A WOMAN who devoted her career to working on humanitarian projects around the world has died aged 52.

Josie Buxton was an entomologist, a zoologist specialising in insects, who took a leading role for Oxford charity Oxfam, taking innovative approaches in aid to countries such as Kenya, Sierra Leone, Burma and South Africa.

Her work championed schemes which offered grants and loans to help those in need start enterprises, instead of donations of goods, money or food. She also looked at the impact of insects on crops.

In the time Ms Buxton worked for Oxfam, she is thought to have had positive impact on thousands of lives.

Josie Buxton was born on May 8, 1961 in Warrington, Cheshire, to parents Maurice and Pauline Buxton.

She grew up in Liverpool with siblings Tony, 54, Michael, 49, and Elizabeth, 47.
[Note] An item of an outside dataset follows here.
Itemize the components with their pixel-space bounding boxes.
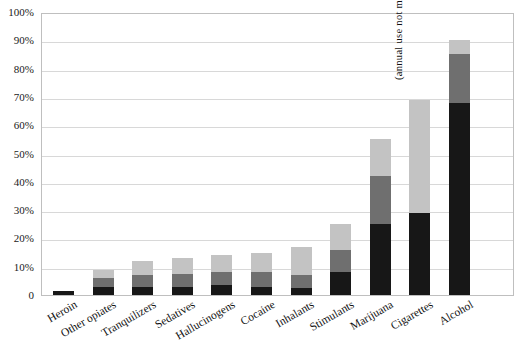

After attending Booker Avenue Primary School and Aigburth Vale secondary school, she briefly started training as a nurse.

However, she changed her mind in 1980, instead moving to London to attend the Polytechnic of Central London, now the University of Westminster.

There she completed a biology degree in 1983 and went on to study applied entomology at Imperial College from 1984-1985. In 1986 she worked as an entomology assistant in Sierra Leone, before continuing similar work back at Imperial College from 1989 to 1992.

In 1993 and 1994 she went on a research trip to Nairobi, Kenya, investigating forest ecosystems.

This was followed by a brief spell at a Guildford scientific research laboratory in 1995 and 1996.

It was the next phase of her life that proved to be the most defining, however.

In 1996 she gave birth to her daughter, Megan, now 17, and moved to South Oxford, where she was to keep a home for the rest of her life.

This was to prepare for the job at Oxfam she took in 1998 as a humanitarian officer.

That saw her seconded to a number of global posts administering programmes, including Kenya from 2003-2009 and Burma from 2009-2012.

Ms Buxton, who was divorced, had hobbies including camping, local politics and gardening, and she tended an allotment off the Abingdon Road for a number of years.

She was also a strong advocate of human rights and campaigned at numerous demonstrations of the anti-apartheid movement in London in the 1980s.

Josie Buxton died on February 17, in Sobell House hospice, Headington, from pancreatic cancer.

A funeral was held at Oxford Town Hall on March 6 which saw some 150 people attend, many of whom she had met through her international work at Oxfam.

She is survived by her mother Pauline, 82, sister, two brothers and her daughter.